Oh, teams will fake or hide those test results. You think OSU is putting Justin Fields on the bench for the Michigan game because he tested positive and is asymptomatic? We might see a team do it prior to a couple cupcake games to show how compliant they are with testing, but never for a big game.
This is an extraordinarily extreme take on: well they fudge the numbers. Yea, they look the other way when a kid pulls up in a new BMW or whatever. Obfuscating a player’s medical diagnosis to play a game is a criminal event and isn’t a real take at this point. Sorry. That’s crazy. You’re going to risk a kid getting severe COVID so he can catch your winning TD? C’mon man. No way. And if they’re that dumb then they deserve the death penalty (NCAA version) they get.
edit: not to mention the extremely likely transfer to everyone else on the field and the liability that comes with that. And that’s all I’ve conceived of. I guarantee that’s a worse idea than I’ve proposed.
Imagine it with HIV and extend the same thoughts to this situation. That’s where we’d be at. No way.
Uh, of course that's what I'm saying. Star player sits on the bench, the team loses a big game, coaches lose their jobs. You think they won't talk themselves into putting off quarantine for a week or two in order to win? When players start testing positive, it'll be near impossible to say exactly where/when they got it and who gave it to them.
So, we can't do anything till we get a vaccine, BUT experts like yourself (I'm giving you credit here) are saying "I'm out on the vaccine for awhile."
So what's the point?
Time to return to normal please. Maybe not throw parties trying to catch the virus intentionally, but life MUST go on.
Are there other vaccines that have horrible side effects? Why are you assuming this?
yes.
talked to a boatload of college coaches yesterday. schedules shortened, some teams will play each other twice. one coach had an insightful comment along the lines of: throw the starting lineups out the window, referring to kids testing positive and having to sit out.
I think a home and home with OSU would be fun. Or maybe not.
I know, but I'm not telling...
Yes but not all conferences.
I have no idea because it's unclear what criteria would be used to make these decisions.
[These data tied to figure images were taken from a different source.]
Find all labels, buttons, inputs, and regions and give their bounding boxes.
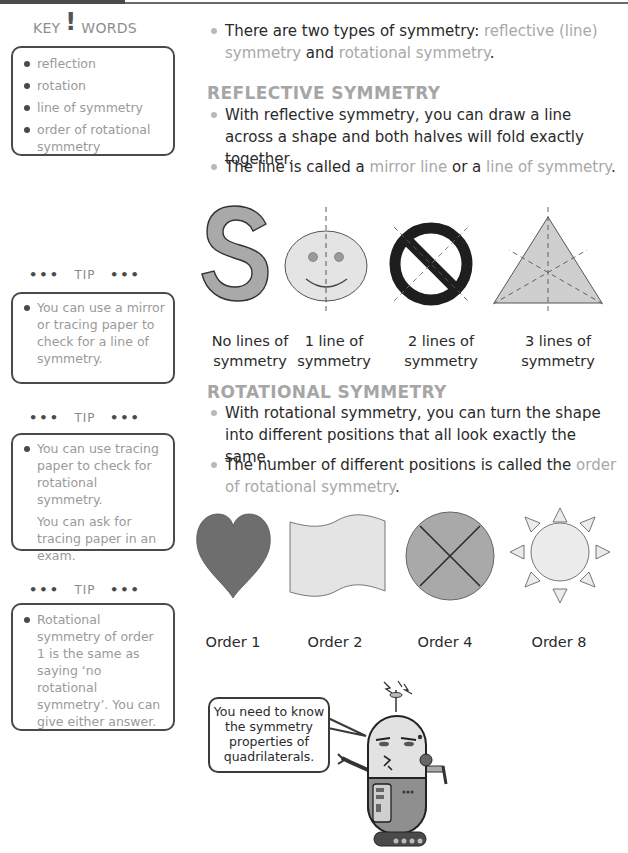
- caption-line: 3 lines of: [503, 331, 613, 351]
- text: .: [611, 158, 616, 176]
- key-words-box: reflection rotation line of symmetry ord…: [11, 46, 175, 156]
- tip-title: ••• TIP •••: [0, 410, 170, 425]
- wavy-flag-icon: [290, 515, 385, 596]
- tip-text: You can use tracing paper to check for r…: [21, 440, 165, 508]
- caption-line: 2 lines of: [386, 331, 496, 351]
- term-rotational: rotational symmetry: [339, 44, 490, 62]
- heading-rotational: ROTATIONAL SYMMETRY: [207, 382, 447, 402]
- rotational-paragraph-2: The number of different positions is cal…: [208, 454, 620, 498]
- dots-icon: •••: [110, 410, 141, 425]
- tip-label: TIP: [74, 583, 95, 597]
- tip-text: Rotational symmetry of order 1 is the sa…: [21, 611, 165, 730]
- smiley-face-icon: [285, 207, 367, 315]
- caption-order-8: Order 8: [514, 632, 604, 652]
- key-words-title-right: WORDS: [81, 20, 137, 36]
- tip-label: TIP: [74, 268, 95, 282]
- key-word-item: line of symmetry: [21, 99, 165, 116]
- caption-order-4: Order 4: [400, 632, 490, 652]
- tip-title: ••• TIP •••: [0, 582, 170, 597]
- dots-icon: •••: [110, 582, 141, 597]
- caption-line: symmetry: [279, 351, 389, 371]
- heading-reflective: REFLECTIVE SYMMETRY: [207, 83, 441, 103]
- intro-paragraph: There are two types of symmetry: reflect…: [208, 20, 620, 64]
- text: .: [395, 478, 400, 496]
- triangle-icon: [493, 207, 603, 315]
- key-words-title: KEY ! WORDS: [0, 18, 170, 36]
- caption-3-lines: 3 lines of symmetry: [503, 331, 613, 371]
- letter-s-icon: [202, 206, 268, 301]
- tip-label: TIP: [74, 411, 95, 425]
- term-line-of-symmetry: line of symmetry: [486, 158, 611, 176]
- bubble-line: You need to know: [210, 704, 328, 719]
- tip-extra-text: You can ask for tracing paper in an exam…: [21, 513, 165, 564]
- robot-mascot: [326, 680, 466, 853]
- bubble-line: the symmetry: [210, 719, 328, 734]
- tip-box: You can use tracing paper to check for r…: [11, 433, 175, 551]
- tip-box: You can use a mirror or tracing paper to…: [11, 292, 175, 384]
- quartered-circle-icon: [406, 512, 494, 600]
- speech-bubble: You need to know the symmetry properties…: [208, 697, 330, 773]
- tip-text: You can use a mirror or tracing paper to…: [21, 299, 165, 367]
- key-word-item: order of rotational symmetry: [21, 121, 165, 155]
- key-word-item: reflection: [21, 55, 165, 72]
- dots-icon: •••: [29, 582, 60, 597]
- sun-icon: [510, 508, 610, 603]
- term-mirror-line: mirror line: [370, 158, 448, 176]
- key-words-title-left: KEY: [33, 20, 60, 36]
- tip-title: ••• TIP •••: [0, 267, 170, 282]
- text: or a: [447, 158, 486, 176]
- key-word-item: rotation: [21, 77, 165, 94]
- reflective-figures: [195, 190, 625, 315]
- caption-line: symmetry: [386, 351, 496, 371]
- exclamation-icon: !: [65, 15, 76, 29]
- caption-order-2: Order 2: [290, 632, 380, 652]
- header-rule: [125, 2, 628, 4]
- caption-line: 1 line of: [279, 331, 389, 351]
- no-entry-sign-icon: [394, 225, 470, 303]
- robot-icon: [338, 681, 446, 846]
- bubble-line: properties of: [210, 734, 328, 749]
- caption-2-lines: 2 lines of symmetry: [386, 331, 496, 371]
- text: The number of different positions is cal…: [225, 456, 576, 474]
- dots-icon: •••: [110, 267, 141, 282]
- reflective-paragraph-2: The line is called a mirror line or a li…: [208, 156, 620, 178]
- bubble-line: quadrilaterals.: [210, 749, 328, 764]
- dots-icon: •••: [29, 410, 60, 425]
- heart-icon: [197, 514, 271, 598]
- text: There are two types of symmetry:: [225, 22, 484, 40]
- tip-box: Rotational symmetry of order 1 is the sa…: [11, 603, 175, 731]
- rotational-figures: [195, 508, 625, 618]
- caption-1-line: 1 line of symmetry: [279, 331, 389, 371]
- caption-order-1: Order 1: [188, 632, 278, 652]
- caption-line: symmetry: [503, 351, 613, 371]
- bubble-tail: [328, 718, 366, 736]
- text: The line is called a: [225, 158, 370, 176]
- header-bar-dark: [0, 0, 125, 4]
- dots-icon: •••: [29, 267, 60, 282]
- text: and: [301, 44, 339, 62]
- text: .: [490, 44, 495, 62]
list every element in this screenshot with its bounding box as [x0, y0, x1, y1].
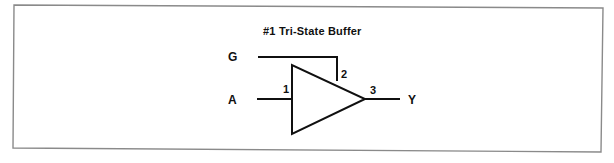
- pin-number-enable: 2: [341, 68, 347, 80]
- schematic-page: #1 Tri-State Buffer G A Y 1 2 3: [0, 0, 614, 163]
- pin-number-input: 1: [283, 83, 289, 95]
- buffer-triangle-symbol: [292, 65, 365, 134]
- port-label-output: Y: [408, 93, 416, 107]
- port-label-enable: G: [228, 50, 237, 64]
- port-label-input: A: [228, 93, 237, 107]
- pin-number-output: 3: [370, 84, 376, 96]
- wire-enable: [258, 57, 338, 81]
- tri-state-buffer-schematic: #1 Tri-State Buffer G A Y 1 2 3: [0, 0, 614, 163]
- diagram-title: #1 Tri-State Buffer: [263, 25, 362, 37]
I can't see the SEC cancelling their season. No idea how other conferences handle it.
Oh god, not another LSU vs Bama NCG
You mean Clemson
Honestly, I think they’ll try because there’s so much money involved, and it’ll get shut down once cases start spiking.
Smiles, everyone! Smiles!
Yes but won’t finish season
That is between me and my diary
3 and 4 seem the most likely, but I'm undecided which to rank first.
The PAC-12 commissioner today raised the possibility of playing in the spring. Spring can be an unclear term in this context since what Michigan calls the winter term many schools call the spring term.
Michigan has now tested 322 returning athletes and athletic staff. 3 tested positive. That's encouraging, but I see almost no chance of teams flying across the country for games in September.